Thank you for your compliments.
Dirk, the Millennium is a lens I should try, but I am in a period now that I favor small lenses that do not interfere in the viewfinder. However, I will look for one.
The f/1.1 has too much distortion for my liking, but I must say that its sharpness stopped down is incredible. True, the VC 50mm f/2.5 has a tiny little bit of distortion too.
The Millennium is quite difficult to get. As I live in the Netherlands, the importation taxes for objects from outside the EU are terrible.
Nikon S2, S Skopar 50mm f/2.5, 400-2TMY, Perceptol.
Erik.
https://c1.staticflickr.com/5/4469/37403793680_0749708ab7_c.jpg
I am happy for you having found to prefer the 5cm f2 Nikkor over the Millennium Nikkor although I disagree with your findings.I used to own the Millenium. I sold it eventually. It was big and heavy and I never found it to be a "special" lens. The humble and small Nikkor-H-C 5cm f/2 (which I still have, and use a lot) produced results really as good as what the Millenium did.
Jonmanjiro published some serious tests here. He came to the same conclusion that the older and smaller lens was probably the one to keep.
Like many modern lenses said to be up-to-date the Millenium seems to be more prone to flare than its ancestors. I had some unexpected flare phenomenons to deal with when using that lens.
Of course it's an excellent 50 but it might not be "the" 50 to use on a Nikon RF camera at the end of the day.

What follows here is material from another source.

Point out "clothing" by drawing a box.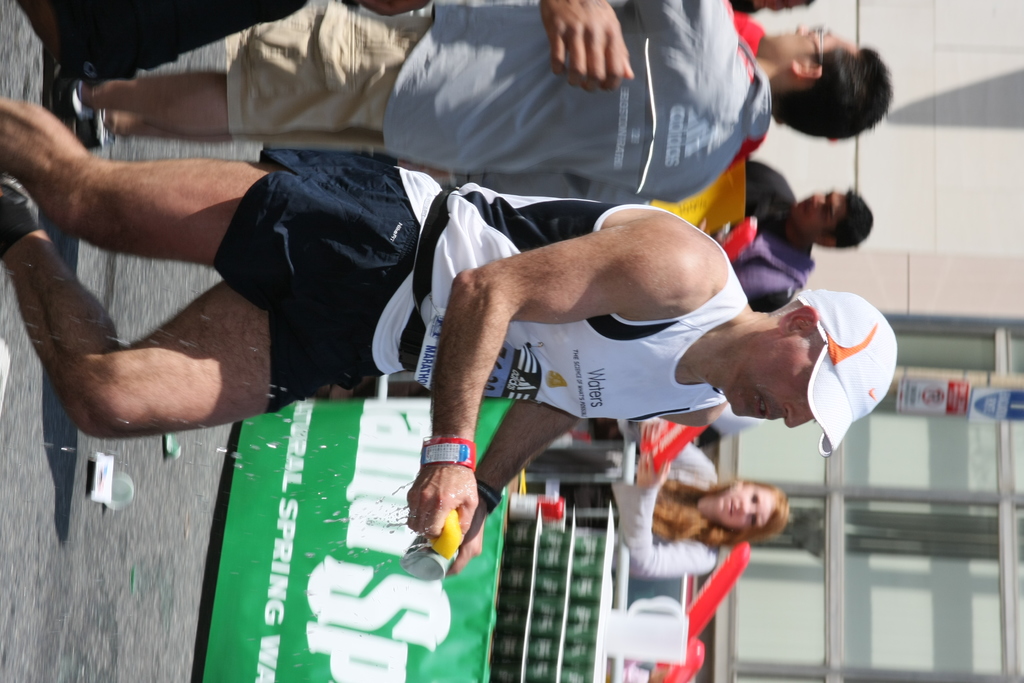
bbox(707, 155, 815, 310).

I used to own the Millenium. I sold it eventually. It was big and heavy and I never found it to be a "special" lens. The humble and small Nikkor-H-C 5cm f/2 (which I still have, and use a lot) produced results really as good as what the Millenium did.
Jonmanjiro published some serious tests here. He came to the same conclusion that the older and smaller lens was probably the one to keep.

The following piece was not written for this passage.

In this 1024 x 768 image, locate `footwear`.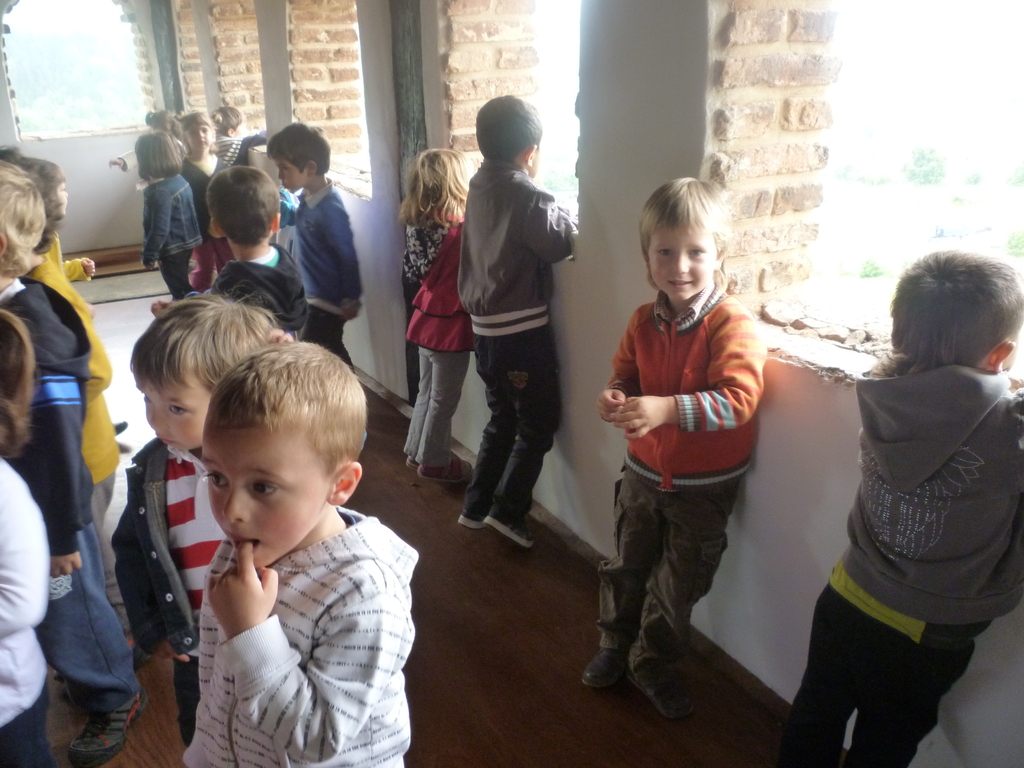
Bounding box: box(452, 498, 486, 536).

Like many modern lenses said to be up-to-date the Millenium seems to be more prone to flare than its ancestors. I had some unexpected flare phenomenons to deal with when using that lens.
Of course it's an excellent 50 but it might not be "the" 50 to use on a Nikon RF camera at the end of the day.
Having started photography long ago, when "bokeh" was a thing which hadn't come to my location yet, I'm not a "bokeh guy" but, yes, the busy backgrounds obtained with the Millenium made me think of those of the Nikkor Ai-S 50mm f/1.4 (which can be ugly while this lens too has a very high resolution power when stopped down a bit).menos said:What immediately stood out for me about the Millennium Nikkor is it's high resolution (surely also helped by its higher contrast) and it's very high contrast.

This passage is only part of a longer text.